Retail giant Amazon has successfully completed the world’s first delivery by drone.
The driverless plane delivered the order in less than thirty minutes in Cambridgeshire.
The billionaire founder of Amazon announced on Twitter that: “First-ever #AmazonPrimeAir customer delivery is in the books.”
Jeff Bezos, who founded Amazon in 1994, claimed that it took just 13 minutes from click to direct delivery.
The new service is known as Amazon Prime Air and promises to get packages to customers in 30 minutes or less using drones.
In a glossy video the US tech company showed a Cambridgeshire man, identified only as Richard B, ordering an Amazon Fire TV with 4K Ultra HD and a bag of popcorn.
Althought it has not been confirmed, the drone was thought to be tested in a field near Worsted Lodge, eight miles south of Cambridge.
The research and development site for Amazon UK is in Cambridge.
The short film then boasts that the footage of the drone taking off with the product is actual footage of the debut flight and not a simulation.
Flying high above the Cambridgeshire landscape, it then delivers the product before an announcement in the Amazon depot states that it has been delivered.
Currently, the service is only open to two customers. Future customers must have a large garden, live near an Amazon depot, and products they order must be less than 2.6kg.
It will be available only during good weather but seven days a week.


▶ _Work task_
Find out how many lines of the material contain the string "iron" and give only that figure.

※ ※ ※

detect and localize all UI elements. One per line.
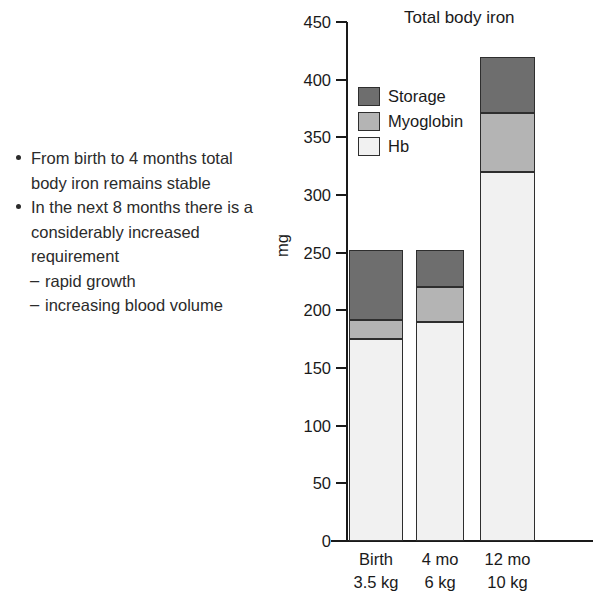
legend-label: Myoglobin <box>388 112 463 131</box>
y-axis-tick <box>336 540 347 542</box>
legend-label: Storage <box>388 87 446 106</box>
y-axis-tick-label: 0 <box>287 533 331 549</box>
y-axis-tick-label: 100 <box>287 418 331 434</box>
legend-item-myoglobin: Myoglobin <box>358 109 463 134</box>
y-axis-tick-label: 450 <box>287 14 331 30</box>
stacked-bar-chart: Total body iron 450400350300250200150100… <box>0 0 593 599</box>
legend-swatch-icon <box>358 137 380 156</box>
y-axis-tick-label: 300 <box>287 187 331 203</box>
y-axis-tick <box>336 367 347 369</box>
bar-segment-myoglobin <box>480 113 535 172</box>
bar-segment-storage <box>480 57 535 114</box>
bar-segment-storage <box>416 250 464 287</box>
bar-segment-myoglobin <box>416 287 464 322</box>
bar-12-mo <box>480 57 535 541</box>
y-axis-tick <box>336 425 347 427</box>
bar-segment-hb <box>416 322 464 541</box>
y-axis-title: mg <box>273 226 292 266</box>
legend-swatch-icon <box>358 87 380 106</box>
bar-segment-storage <box>349 250 403 319</box>
legend-item-storage: Storage <box>358 84 463 109</box>
y-axis-tick-label: 200 <box>287 302 331 318</box>
x-axis-label-weight: 10 kg <box>448 571 568 594</box>
chart-title: Total body iron <box>404 8 515 28</box>
y-axis-tick-label: 250 <box>287 245 331 261</box>
legend-label: Hb <box>388 137 409 156</box>
bar-segment-hb <box>349 339 403 541</box>
y-axis-tick-label: 350 <box>287 129 331 145</box>
bar-segment-hb <box>480 172 535 541</box>
y-axis-tick-label: 150 <box>287 360 331 376</box>
y-axis-tick <box>336 136 347 138</box>
y-axis-tick <box>336 252 347 254</box>
legend-item-hb: Hb <box>358 134 463 159</box>
bar-4-mo <box>416 250 464 541</box>
chart-legend: StorageMyoglobinHb <box>358 84 463 159</box>
y-axis-tick <box>336 482 347 484</box>
x-axis-label-primary: 12 mo <box>448 548 568 571</box>
y-axis-tick <box>336 79 347 81</box>
y-axis-tick <box>336 309 347 311</box>
y-axis-tick-label: 400 <box>287 72 331 88</box>
y-axis-tick <box>336 21 347 23</box>
bar-segment-myoglobin <box>349 320 403 340</box>
y-axis-tick-label: 50 <box>287 475 331 491</box>
y-axis-line <box>346 22 348 542</box>
bar-birth <box>349 250 403 541</box>
x-axis-label-12-mo: 12 mo10 kg <box>448 548 568 594</box>
legend-swatch-icon <box>358 112 380 131</box>
y-axis-tick <box>336 194 347 196</box>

※ ※ ※

▶ _Output_
2